The ashes on Lydia's forehead felt more like a reminder to me than to her. She, like of all us, will some day return to dust. My hope and prayer is that she will be with us, sharing her joy, for many years to come, but as the recent school shooting in Florida reminded us, so much can go wrong. I see this especially in the picture of a woman, with an ash cross on her forehead, mourning and comforting another. The brokenness of the world, and the suffering of these parents, fills me with sadness.
Such is the story of my life: seemingly random elements that somehow fit the puzzle that God is making out of my life. This blog shares those pieces of the puzzle as I continue to study the Old Testament, minister to graduate students, strive to build up community, and remember well my former life in Amsterdam (and Michigan).
15 February 2018
13 February 2018
Not the story I wanted to tell
After Lydia was born, people asked me whether I'd had a c-section. The question annoyed me, but I couldn't figure out precisely why. Reflecting again on the birth stories that are told in Giving Birth with Confidence, it dawned on me that I disliked the question because it felt like I was being pushed to tell her birth story in a certain way. I didn't want her arrival to be whether or not I'd been strong enough (or whatever enough) to have a vaginal birth - or about what medical interventions might have happened.
My response to their question was simply that Lydia had come out. Because that was the story I wanted to tell - the debut of this small person whose arrival we'd been anticipating for months. I wanted to tell her name - and the wonder of knowing that this exact name fit her. I wanted to acknowledge that her arrival made me anxious: On the inside she was easy to take care of - and I knew that, if necessary, at her birth the doctors would intervene to pull her out of me - but that soon we would leave the hospital and be responsible for this small, helpless person. And I wanted to speak of how, through God's grace, Lydia and I persevered to figure out the breastfeeding thing (and I wanted to laugh and smile about the absurdity and stubbornness involved in making practically every nurse who entered our room help me figure out how to breastfeed). But sadly enough, I didn't know how to tell that story, so I didn't tell any story.
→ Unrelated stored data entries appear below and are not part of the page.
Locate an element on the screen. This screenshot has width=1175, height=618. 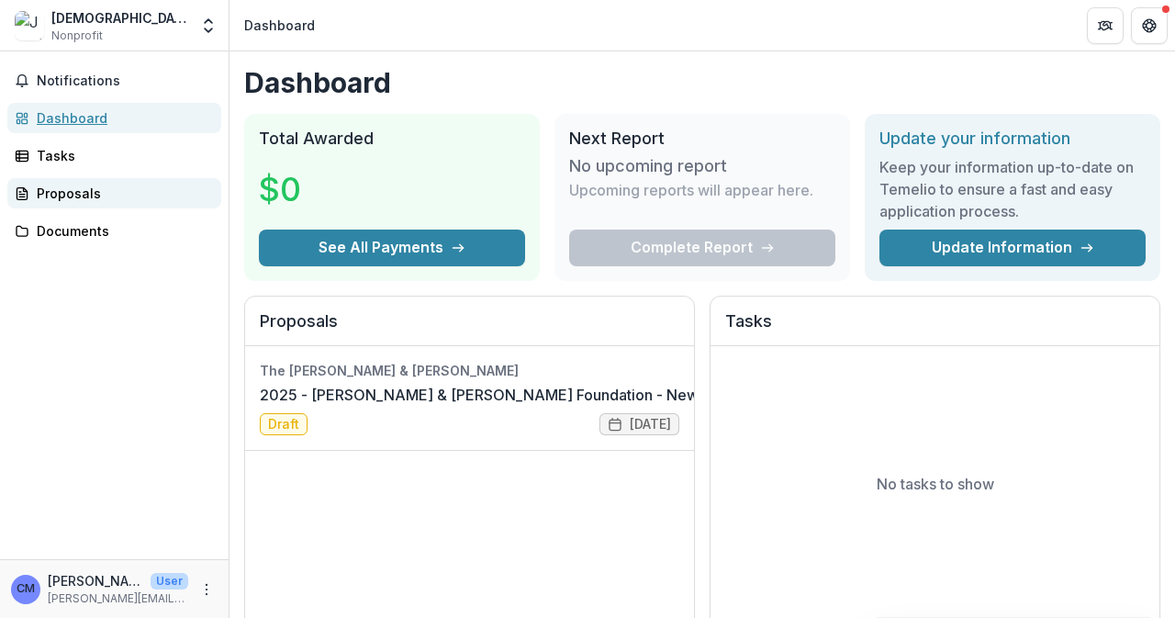
button: More is located at coordinates (207, 589).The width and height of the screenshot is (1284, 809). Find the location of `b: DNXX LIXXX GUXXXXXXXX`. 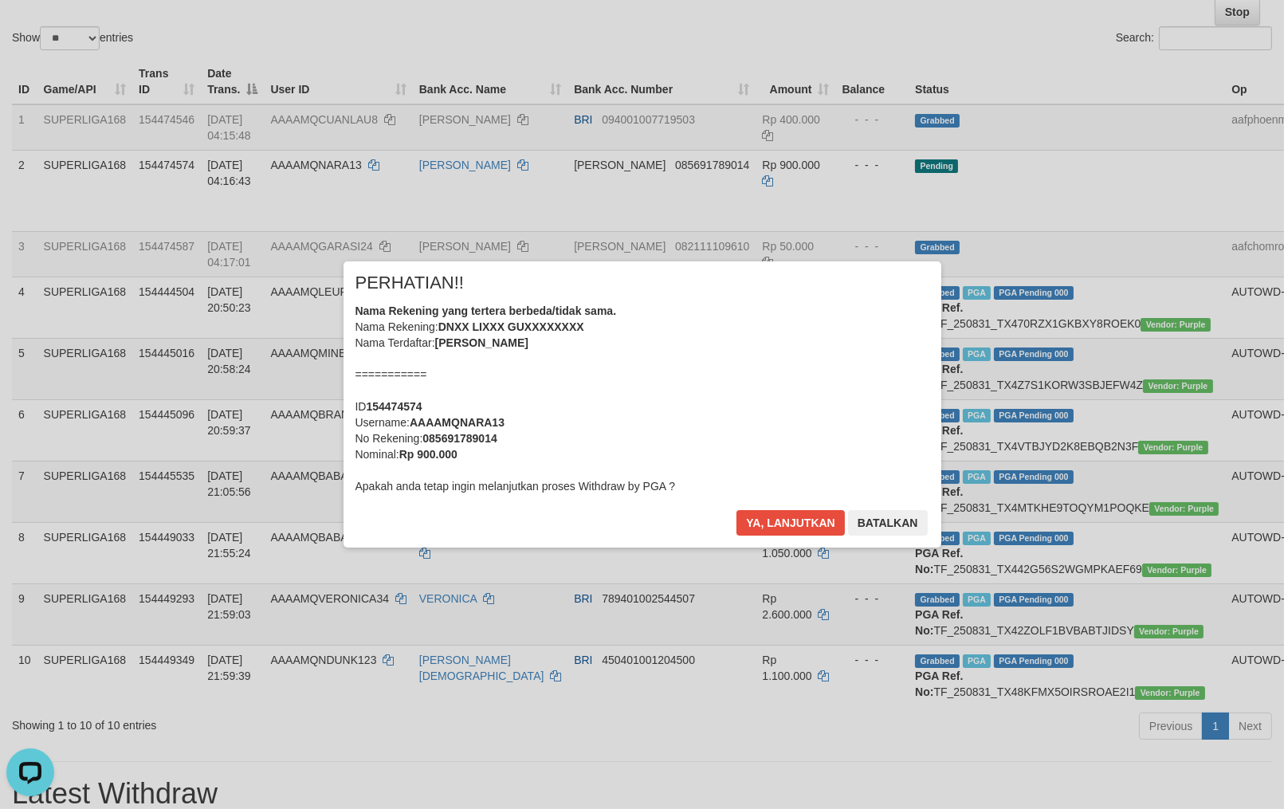

b: DNXX LIXXX GUXXXXXXXX is located at coordinates (511, 327).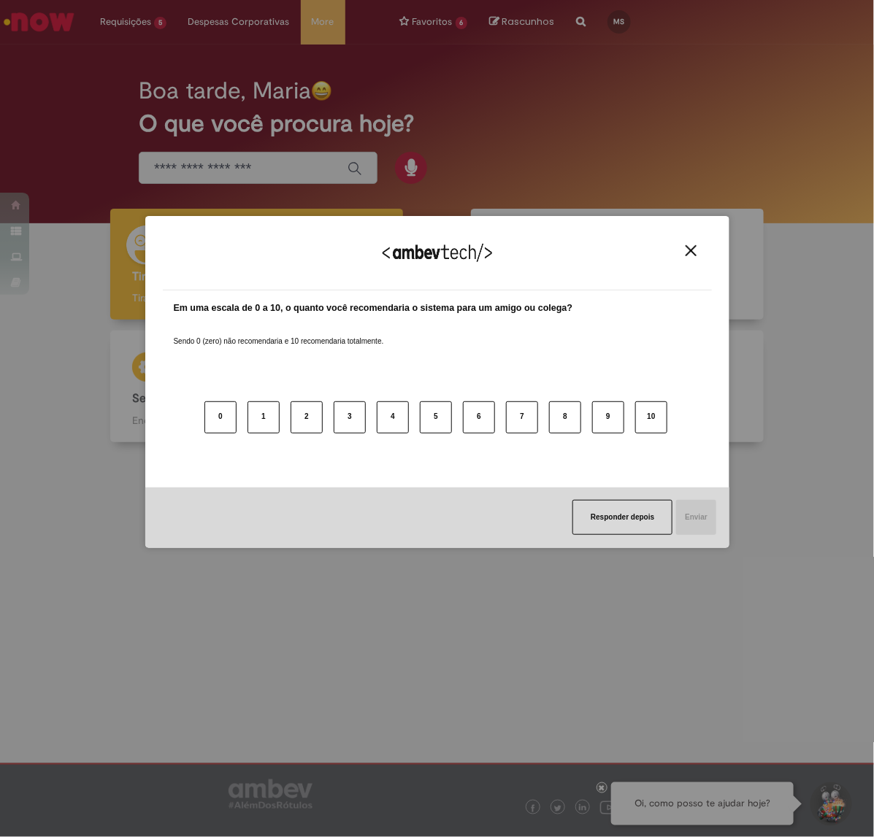  I want to click on button: 4, so click(393, 417).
My response to their question was simply that Lydia had come out. Because that was the story I wanted to tell - the debut of this small person whose arrival we'd been anticipating for months. I wanted to tell her name - and the wonder of knowing that this exact name fit her. I wanted to acknowledge that her arrival made me anxious: On the inside she was easy to take care of - and I knew that, if necessary, at her birth the doctors would intervene to pull her out of me - but that soon we would leave the hospital and be responsible for this small, helpless person. And I wanted to speak of how, through God's grace, Lydia and I persevered to figure out the breastfeeding thing (and I wanted to laugh and smile about the absurdity and stubbornness involved in making practically every nurse who entered our room help me figure out how to breastfeed). But sadly enough, I didn't know how to tell that story, so I didn't tell any story.